Some payments do not count as earnings at all. These include Statutory Maternity Pay, Statutory Adoption Pay, Statutory Paternity Pay, Statutory Shared Parental Pay, statutory redundancy payments, any pension, benefit, allowance or credit paid by the DWP, a local authority or HMRC, and expenses wholly and necessarily incurred in the course of employment. If any of these are paid as part of the employee’s wage, strip them out before you calculate the deduction.
Standard rate and higher rate deductions
There are two sets of deduction tables, and your DEA notice will tell you which to apply. The rate can also change during the life of the DEA, from standard to higher or vice versa, and the DWP will notify you by letter if it does:
- Standard rate: deductions range from 3% to a maximum of 20% of net earnings, depending on how much the employee earns
- Higher rate: deductions range up to 40% of net earnings, typically used where the overpayment arose from fraud
No deduction is made at all where net earnings fall below the lower threshold, currently £100 per week or £430 per month under the standard rate tables. The percentage bands within the tables can be revised by the DWP, so always work from the current tables published in the official Direct Earnings Attachment guide for employers on GOV.UK rather than a saved copy.
The protected earnings rule
This is the rule employers most often get wrong. An employee must always be left with at least 60% of their net earnings after the DEA deduction has been applied. This 60% protected earnings limit applies across all deduction orders combined, so if other attachments are already in place, the DEA may need to be reduced or skipped entirely for that pay period.
For example, an employee with net monthly earnings of £1,620 would normally attract a DEA deduction of £243 at the 15% rate. But if they already have priority attachment orders of £486 in place, applying the full £243 would breach the 60% protected earnings limit, so the DEA deduction is capped at £162.
Importantly, where a deduction is reduced or skipped because of the protected earnings rule or because earnings fell below the threshold, this is not treated as a shortfall to be carried forward. You only make up a shortfall where an incorrect amount was deducted in error or a deduction was missed.

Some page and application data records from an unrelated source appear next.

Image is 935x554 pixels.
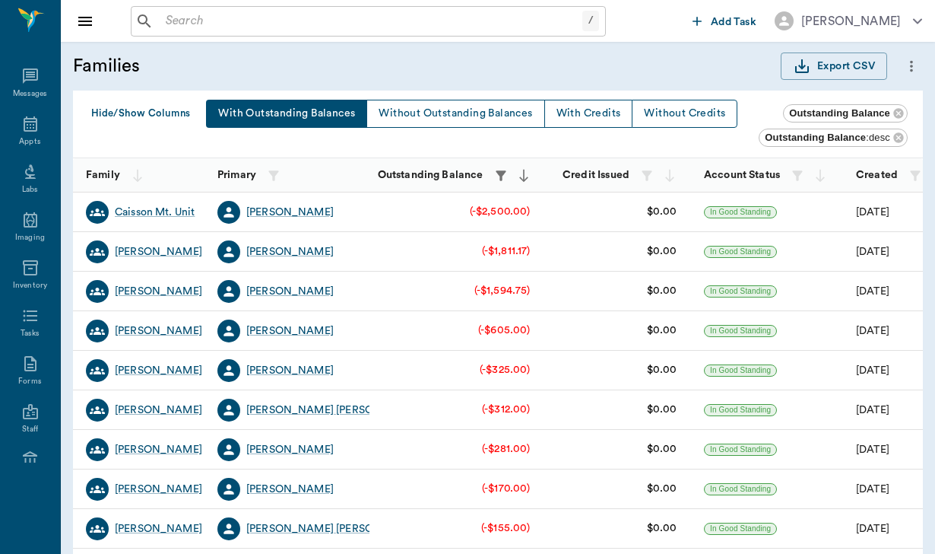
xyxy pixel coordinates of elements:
[856,521,890,536] div: 07/21/23
[705,523,776,534] span: In Good Standing
[705,365,776,376] span: In Good Standing
[705,405,776,415] span: In Good Standing
[759,129,908,147] div: Outstanding Balance:desc
[856,284,890,299] div: 07/02/24
[15,232,45,243] div: Imaging
[856,244,890,259] div: 09/20/23
[115,521,202,536] a: [PERSON_NAME]
[367,100,544,128] button: Without Outstanding Balances
[217,170,256,180] strong: Primary
[115,205,195,220] a: Caisson Mt. Unit
[378,170,484,180] strong: Outstanding Balance
[856,205,890,220] div: 07/03/24
[789,107,890,119] b: Outstanding Balance
[635,429,689,469] td: $0.00
[246,363,334,378] a: [PERSON_NAME]
[115,442,202,457] a: [PERSON_NAME]
[13,280,47,291] div: Inventory
[115,284,202,299] a: [PERSON_NAME]
[469,508,543,548] td: (-$155.00)
[86,170,120,180] strong: Family
[115,323,202,338] a: [PERSON_NAME]
[246,284,334,299] a: [PERSON_NAME]
[470,231,543,271] td: (-$1,811.17)
[21,328,40,339] div: Tasks
[687,7,763,35] button: Add Task
[856,402,890,417] div: 03/11/25
[582,11,599,31] div: /
[900,53,924,79] button: more
[765,132,890,143] span: : desc
[470,468,543,509] td: (-$170.00)
[856,442,890,457] div: 05/30/23
[856,323,890,338] div: 02/08/25
[470,429,543,469] td: (-$281.00)
[246,521,424,536] a: [PERSON_NAME] [PERSON_NAME]
[635,231,689,271] td: $0.00
[18,376,41,387] div: Forms
[115,244,202,259] a: [PERSON_NAME]
[19,136,40,148] div: Appts
[705,444,776,455] span: In Good Standing
[635,389,689,430] td: $0.00
[70,6,100,36] button: Close drawer
[544,100,633,128] button: With Credits
[22,424,38,435] div: Staff
[635,271,689,311] td: $0.00
[115,402,202,417] a: [PERSON_NAME]
[246,402,424,417] a: [PERSON_NAME] [PERSON_NAME]
[635,468,689,509] td: $0.00
[13,88,48,100] div: Messages
[705,325,776,336] span: In Good Standing
[246,442,334,457] a: [PERSON_NAME]
[635,310,689,351] td: $0.00
[563,170,630,180] strong: Credit Issued
[856,170,898,180] strong: Created
[206,100,367,128] button: With Outstanding Balances
[73,54,140,78] h5: Families
[22,184,38,195] div: Labs
[246,323,334,338] a: [PERSON_NAME]
[781,52,887,81] button: Export CSV
[468,350,543,390] td: (-$325.00)
[765,132,866,143] b: Outstanding Balance
[856,363,890,378] div: 01/28/25
[115,481,202,497] a: [PERSON_NAME]
[783,104,908,122] div: Outstanding Balance
[856,481,890,497] div: 04/29/25
[801,12,901,30] div: [PERSON_NAME]
[470,389,543,430] td: (-$312.00)
[115,363,202,378] a: [PERSON_NAME]
[83,100,194,128] button: Select columns
[466,310,543,351] td: (-$605.00)
[206,100,738,128] div: quick links button group
[704,170,780,180] strong: Account Status
[246,205,334,220] a: [PERSON_NAME]
[458,192,543,232] td: (-$2,500.00)
[763,7,935,35] button: [PERSON_NAME]
[705,484,776,494] span: In Good Standing
[160,11,582,32] input: Search
[632,100,738,128] button: Without Credits
[246,481,334,497] a: [PERSON_NAME]
[705,246,776,257] span: In Good Standing
[246,244,334,259] a: [PERSON_NAME]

Order of priority with other deductions
Certain orders take priority over a DEA. In England and Wales the priority orders are a Deduction from Earnings Order from the Child Maintenance Group, an Attachment of Earnings Order for maintenance or fines, and a Council Tax Attachment of Earnings Order. In Scotland the equivalents are a CMG Deduction of Earnings Order, a Conjoined Arrestment Order, an Earnings Arrestment, and a Current Maintenance Arrestment. Student loan repayments are not an order, but where they are being collected through payroll they are treated in exactly the same way as a priority order.

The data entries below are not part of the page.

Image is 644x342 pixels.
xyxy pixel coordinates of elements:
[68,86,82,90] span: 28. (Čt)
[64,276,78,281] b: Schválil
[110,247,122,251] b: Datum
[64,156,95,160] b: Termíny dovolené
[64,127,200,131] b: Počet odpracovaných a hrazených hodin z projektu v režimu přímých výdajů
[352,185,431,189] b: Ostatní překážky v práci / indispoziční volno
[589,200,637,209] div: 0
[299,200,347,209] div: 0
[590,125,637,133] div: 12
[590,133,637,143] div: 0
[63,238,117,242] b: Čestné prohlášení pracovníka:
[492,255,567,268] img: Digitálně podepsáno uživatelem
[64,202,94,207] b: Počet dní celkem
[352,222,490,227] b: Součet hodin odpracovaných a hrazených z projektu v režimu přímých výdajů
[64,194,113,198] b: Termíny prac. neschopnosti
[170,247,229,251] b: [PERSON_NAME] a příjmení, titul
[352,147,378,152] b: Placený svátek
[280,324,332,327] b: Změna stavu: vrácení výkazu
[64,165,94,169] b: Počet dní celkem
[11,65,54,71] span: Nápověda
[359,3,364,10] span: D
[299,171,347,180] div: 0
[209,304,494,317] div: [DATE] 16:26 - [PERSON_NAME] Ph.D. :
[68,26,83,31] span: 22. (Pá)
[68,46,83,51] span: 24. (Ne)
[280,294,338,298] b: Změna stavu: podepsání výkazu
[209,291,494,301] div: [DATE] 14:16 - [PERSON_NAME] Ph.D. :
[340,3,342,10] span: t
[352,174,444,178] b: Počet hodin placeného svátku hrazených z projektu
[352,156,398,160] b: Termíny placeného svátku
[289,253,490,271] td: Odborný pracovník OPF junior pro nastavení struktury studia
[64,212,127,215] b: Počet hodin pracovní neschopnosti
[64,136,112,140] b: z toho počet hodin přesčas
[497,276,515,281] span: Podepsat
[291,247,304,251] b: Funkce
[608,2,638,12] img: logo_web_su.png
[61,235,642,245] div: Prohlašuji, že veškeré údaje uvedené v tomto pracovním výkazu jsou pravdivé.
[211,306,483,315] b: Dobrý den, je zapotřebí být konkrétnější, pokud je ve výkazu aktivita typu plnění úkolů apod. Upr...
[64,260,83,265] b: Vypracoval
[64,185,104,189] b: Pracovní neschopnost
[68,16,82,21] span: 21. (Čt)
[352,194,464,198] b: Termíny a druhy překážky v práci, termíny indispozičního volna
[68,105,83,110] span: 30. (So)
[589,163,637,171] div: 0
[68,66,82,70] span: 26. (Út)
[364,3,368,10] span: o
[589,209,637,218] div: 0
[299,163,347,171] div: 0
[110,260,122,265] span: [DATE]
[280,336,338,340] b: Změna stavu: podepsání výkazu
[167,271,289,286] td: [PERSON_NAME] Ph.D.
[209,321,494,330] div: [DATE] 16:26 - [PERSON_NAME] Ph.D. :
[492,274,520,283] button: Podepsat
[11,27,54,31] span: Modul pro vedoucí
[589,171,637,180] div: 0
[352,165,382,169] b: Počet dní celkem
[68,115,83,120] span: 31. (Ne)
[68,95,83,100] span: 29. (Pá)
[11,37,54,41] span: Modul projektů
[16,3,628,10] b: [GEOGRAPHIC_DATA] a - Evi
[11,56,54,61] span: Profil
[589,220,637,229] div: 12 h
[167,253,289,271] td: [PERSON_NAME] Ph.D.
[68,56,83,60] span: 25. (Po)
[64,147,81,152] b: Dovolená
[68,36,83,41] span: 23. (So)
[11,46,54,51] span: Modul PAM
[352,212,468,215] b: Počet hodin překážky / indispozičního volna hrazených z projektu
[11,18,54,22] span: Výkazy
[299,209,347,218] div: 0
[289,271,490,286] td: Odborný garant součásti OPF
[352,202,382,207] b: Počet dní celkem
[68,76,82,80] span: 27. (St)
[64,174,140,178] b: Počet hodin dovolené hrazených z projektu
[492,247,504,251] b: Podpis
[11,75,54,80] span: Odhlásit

These priority deductions must be calculated first, and the DEA is then applied to whatever headroom remains within the protected earnings limit. Once priority orders are accounted for, the DEA takes priority over other non-priority orders, such as local authority Housing Benefit DEAs, in date order. Employee loans work differently: if you are recovering a staff loan through wages, the DEA deduction must be made before any loan repayment is taken.